Thread Foundations and Lifecycle Mechanics
Threads are the smallest units of execution in concurrent programming. Before diving into locks and high-level utilities, one must fundamentally understand the thread itself: how it is created, scheduled, and how its states transition under the JVM's hood.
1. Defining Tasks vs. Creating Threads
While there are multiple ways to define a task, there is essentially only one way to create a thread in Java: new Thread().start().
1.1 Runnable vs. Callable
- Runnable: Defines a task with no return value (
void) and no checked exceptions. - Callable: Returns a generic result
Vand can throw checked exceptions. - FutureTask: A bridge that wraps a
Callable, implementsRunnable, and stores the result for later retrieval viaget().
1.2 The "Start0" Reality
Calling run() is just a normal method call in the current thread. Only start() triggers the JVM's native start0() method, which calls the OS-specific API (like pthread_create on Linux) to allocate a new kernel thread and its 1MB stack.
2. The 6 States of a Java Thread
The Thread.State enum defines a thread's lifecycle in the eyes of the JVM:
- NEW: Object created, but
start()not yet called. - RUNNABLE: Executing or waiting for a CPU time slice. (Java groups "Ready" and "Running" into one state).
- BLOCKED: Waiting specifically for a
synchronizedlock. - WAITING: Infinite wait for another thread (via
wait(),join(), orLockSupport.park()). - TIMED_WAITING: Wait with a timeout (via
sleep(ms),wait(ms), orparkNanos()). - TERMINATED: Execution finished or crashed.
State Transition Matrix
| Transition | Causality | State |
|---|---|---|
| RUNNABLE → BLOCKED | Attempting to enter a locked synchronized block. |
BLOCKED |
| RUNNABLE → WAITING | object.wait() or LockSupport.park(). |
WAITING |
| WAITING → RUNNABLE | object.notify() or LockSupport.unpark(). |
RUNNABLE |
| RUNNABLE → TIMED_WAITING | Thread.sleep(ms). |
TIMED_WAITING |
3. High-Frequency Mechanics: sleep() vs. wait()
This is a common architectural comparison, but the logic is structural:
Thread.sleep(ms): A static method. The thread sleeps but keeps all its locks. It is a "pause" in execution.Object.wait(): An instance method. The thread releases the object's lock and joins the wait-set.- The
synchronizedRequirement:wait()must be called inside asynchronizedblock for that object. This ensures the condition check and the "release-and-wait" action is atomic, preventing Lost Wakeups.

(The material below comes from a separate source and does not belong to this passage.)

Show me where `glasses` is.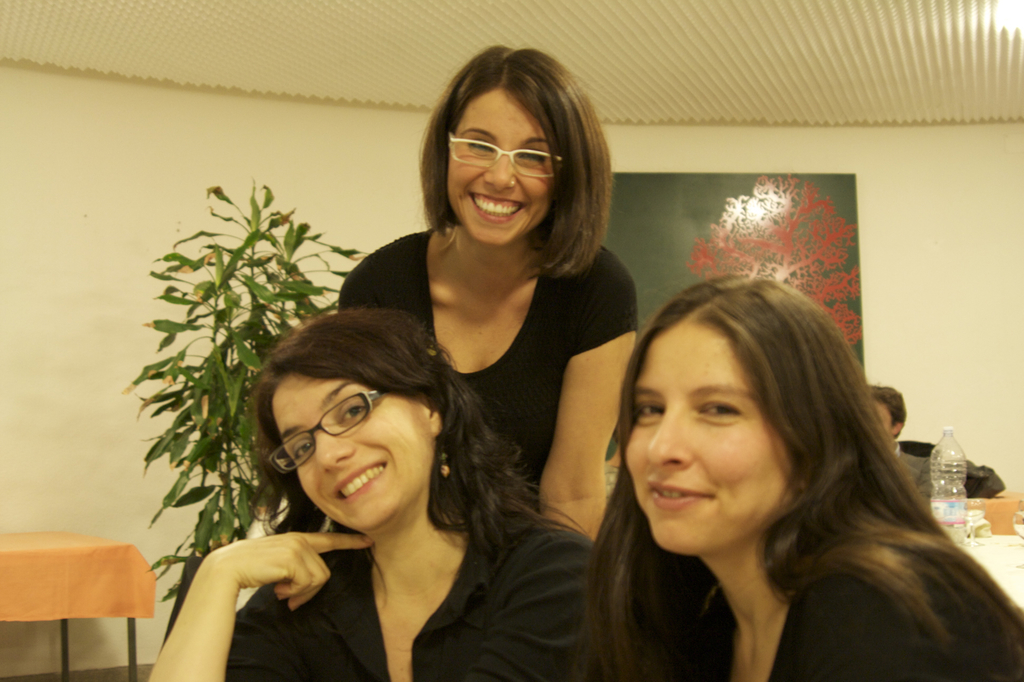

4. The Collaborative Interrupt
Java deprecated Thread.stop() because it was unsafe—it killed threads instantly, potentially leaving shared data in an inconsistent state (e.g., mid-transaction).
The modern solution is Interruption:
- Signal:
thread.interrupt()sets an internal flag. - Response: The thread checks
Thread.currentThread().isInterrupted()and shuts down gracefully. - Exception: If a thread is blocked in
sleep()orwait(), it will immediately wake up and throw anInterruptedException, giving it a chance to clean up resources before exiting.
5. Daemon Threads: The Background Guards
A thread can be marked as a Daemon (setDaemon(true)).
- JVM behavior: The JVM will exit automatically once all non-daemon threads (user threads) have finished, even if daemon threads are still running.
- Common examples: Garbage Collector (GC), JIT compiler, or heartbeat monitors.